Disabling (part of the) timers ?

Christiaan den Besten chris at prolocation.net
Thu Jun 9 00:11:57 UTC 2005


Hi !

Sorry for that, meant to reply to the list .....

Just updated to STABLE-20050608, but I am still seeing "Jun  9 02:07:57 spool8 nnrpd[29749]: cache6.multikabel.net time 32740 idle 
12561(15) readart 101(14) nntpwrite 19867(59)" in my log. So the timers are not diabled are they?

--
[root at spool8 etc]# grep timer inn.conf
timer:                  0
[root at spool8 etc]#
--

That is what you meant to disable the timers right ?

bye,
Chris

PS: OS is Linux ia32, Fedora Core 3.

----- Original Message ----- 
From: "Russ Allbery" <rra at stanford.edu>
To: <inn-workers at isc.org>
Sent: Tuesday, June 07, 2005 8:52 PM
Subject: Re: Disabling (part of the) timers ?


(Please reply to the mailing list rather than to me individually.
Thanks!)

Christiaan den Besten <chris at prolocation.net> writes:

> The first time I 'notices' the 'timers' were using more CPU than
> estimated was when Heith patched (as a request) the ovdb_server with the
> same 'timers' to see where it was spending its time. The server could
> barely serve more than 350mbit of feed (towards clients). After removing
> the timers again, we had no problem reaching 450mbit. So I decided to
> remove the timer from nnrpd and decrease the client-timeout check a
> factor (i++; if i>100 (now = time (); check possible timeout value;
> i=0)) etc... This did seem to decrease the CPU load.

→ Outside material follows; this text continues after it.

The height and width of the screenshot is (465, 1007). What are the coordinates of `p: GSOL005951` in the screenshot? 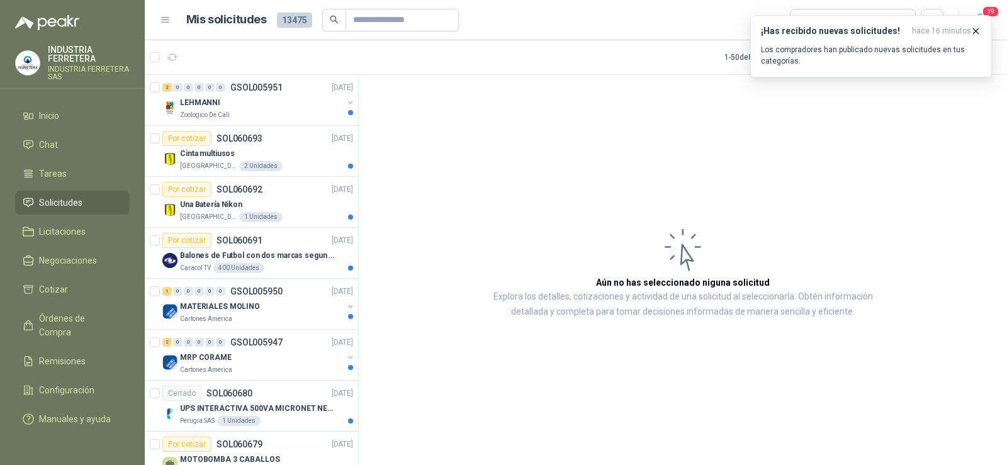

> But you think we should have less overhead from all these 'gettimeofday'
> syscalls. nnrpd does a gettimeofday after each read/write sequence by
> default ... With 1000+ nnrpd's running probably makes some sence ?

It really shouldn't make a difference.  If it is making a difference,
that's really a problem with your OS, I think, although some OSes
admittedly do have slow system calls.  Tons of stuff uses gettimeofday.

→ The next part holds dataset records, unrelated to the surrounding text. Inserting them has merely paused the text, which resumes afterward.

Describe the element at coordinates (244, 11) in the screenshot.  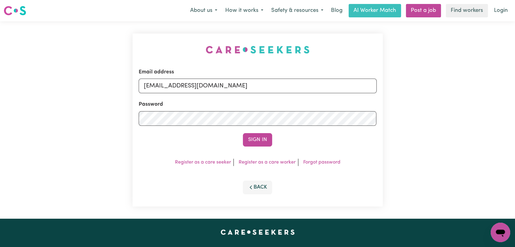
I see `button: How it works` at that location.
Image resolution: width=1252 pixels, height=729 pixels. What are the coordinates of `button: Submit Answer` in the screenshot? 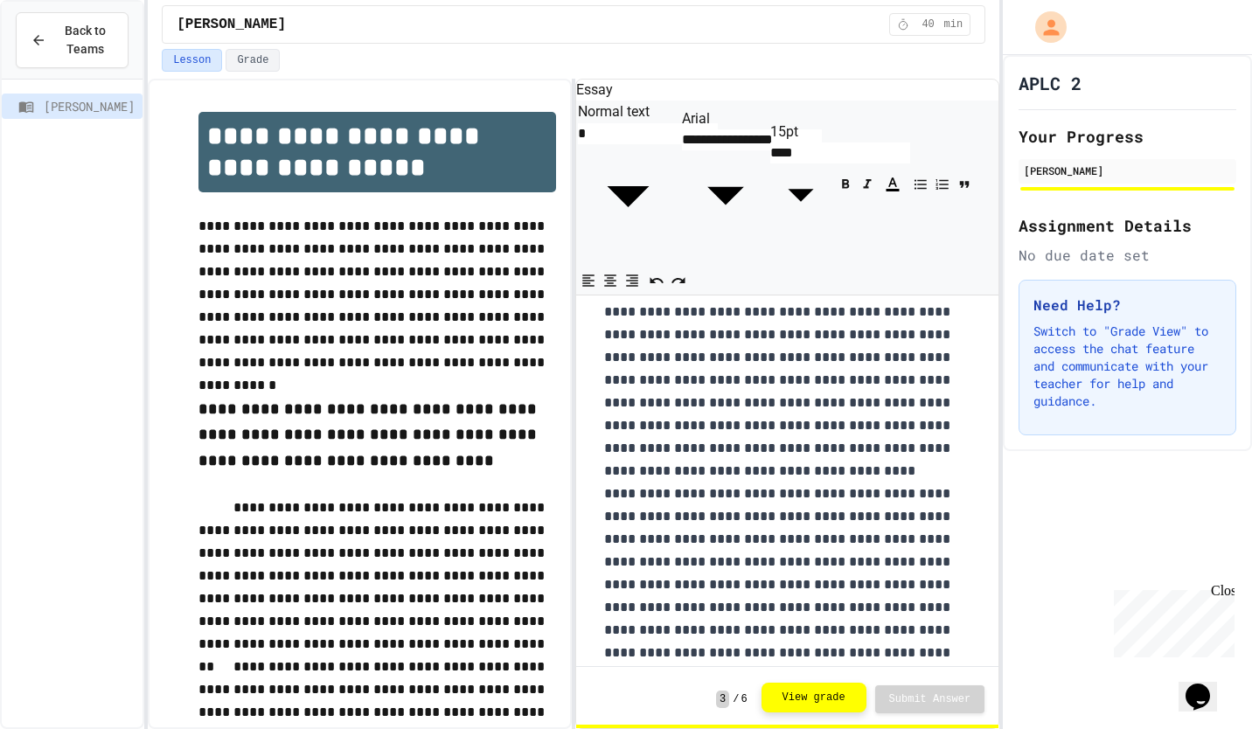 It's located at (930, 699).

That being said, I did incorporate a patch into STABLE and CURRENT that
would let you turn off the timer for nnrpd as well in inn.conf.

> PS: Are the patches for CNFS_BLOCKSIZE integrated into 2.4-STABLE or
> 2.4-CURRENT ? (or both or none ?).

If you're talking about the patch that zero-fills writes to CNFS_BLOCKSIZE
boundaries, it's in both STABLE and CURRENT.